11. Religion in Latin America and the Caribbean
Most people in the Latin America-Caribbean region are Christian. The region’s unaffiliated population grew rapidly since 2010.
Numbers, Facts and Trends Shaping Your World
Most people in the Latin America-Caribbean region are Christian. The region’s unaffiliated population grew rapidly since 2010.
48% of U.S. adults who are LGBT say they identify with a religion, describing themselves as Christian, Jewish, Muslim or an adherent of another religion.
For each destination country, this Appendix tabulates the methods of deriving the religious composition of migrant stocks from various origin countries. We only estimate the religious composition of origin-destination country pairs that appear in the United Nations’ migrant stock database. For example, for Afghanistan, the UN only provides estimates of the number of migrants from […]
Americans who go to religious services tend to worship at places where most other congregants and senior leaders share their race or ethnicity. Religious Landscape Study by Pew Research Center.
We ran a survey experiment on religious tolerance in Australia to examine whether respondents’ answers capture a general distaste for religion rather than intolerance for particular religious groups.

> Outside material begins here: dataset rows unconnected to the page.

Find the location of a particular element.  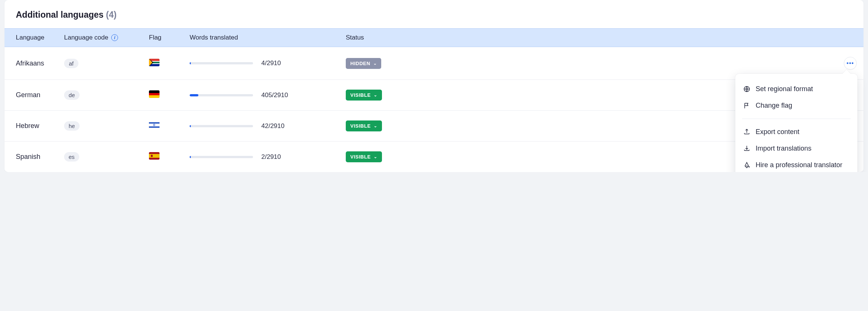

progress-text: 42/2910 is located at coordinates (273, 126).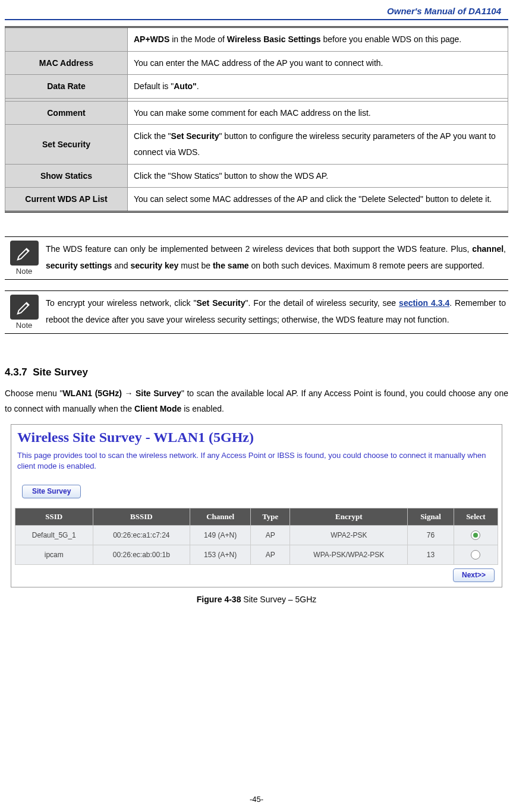  Describe the element at coordinates (257, 312) in the screenshot. I see `note-box-2: Note To encrypt your wireless network, c…` at that location.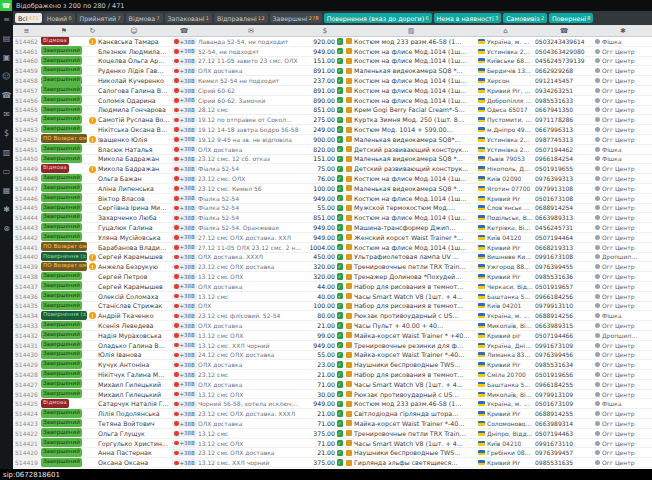 Image resolution: width=652 pixels, height=480 pixels. Describe the element at coordinates (332, 52) in the screenshot. I see `table-row: 514461ЗавершенийБлезнюк Людмила…+38В52-5…` at that location.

Read how Pew Research Center revised our estimates to reflect methodological advances, incorporate newly available data, and allow comparison across measures in this report.

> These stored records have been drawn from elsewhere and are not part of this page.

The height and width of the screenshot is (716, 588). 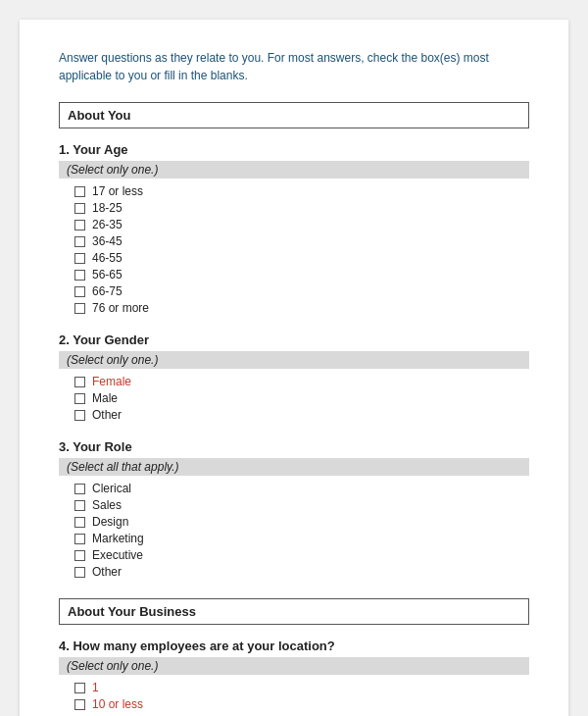 I want to click on question-subtitle-q4: (Select only one.), so click(x=294, y=666).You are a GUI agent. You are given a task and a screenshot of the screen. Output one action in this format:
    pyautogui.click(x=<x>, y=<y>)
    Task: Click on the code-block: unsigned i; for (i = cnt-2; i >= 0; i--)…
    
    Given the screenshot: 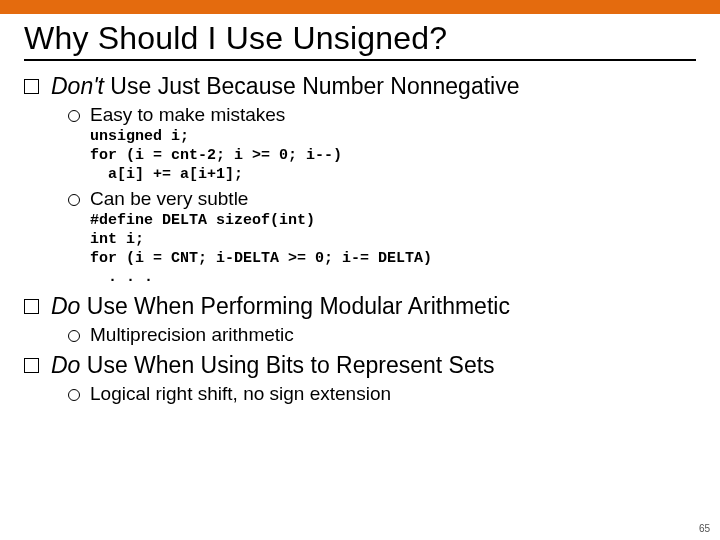 What is the action you would take?
    pyautogui.click(x=393, y=156)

We asked people in three dozen countries how they see religion’s role in society, government and national identity.
Migration outpaced global population growth by 83% to 47% from 1990-2020. Buddhist and Muslim migrants more than doubled in number during this time.
In 2022, governments and/or social actors harassed religious groups in 192 countries and territories out of the 198 analyzed – two more than 2021.
Religion in a country tends to decline in three transitional stages that unfold across generations, a new paper using Center data proposes.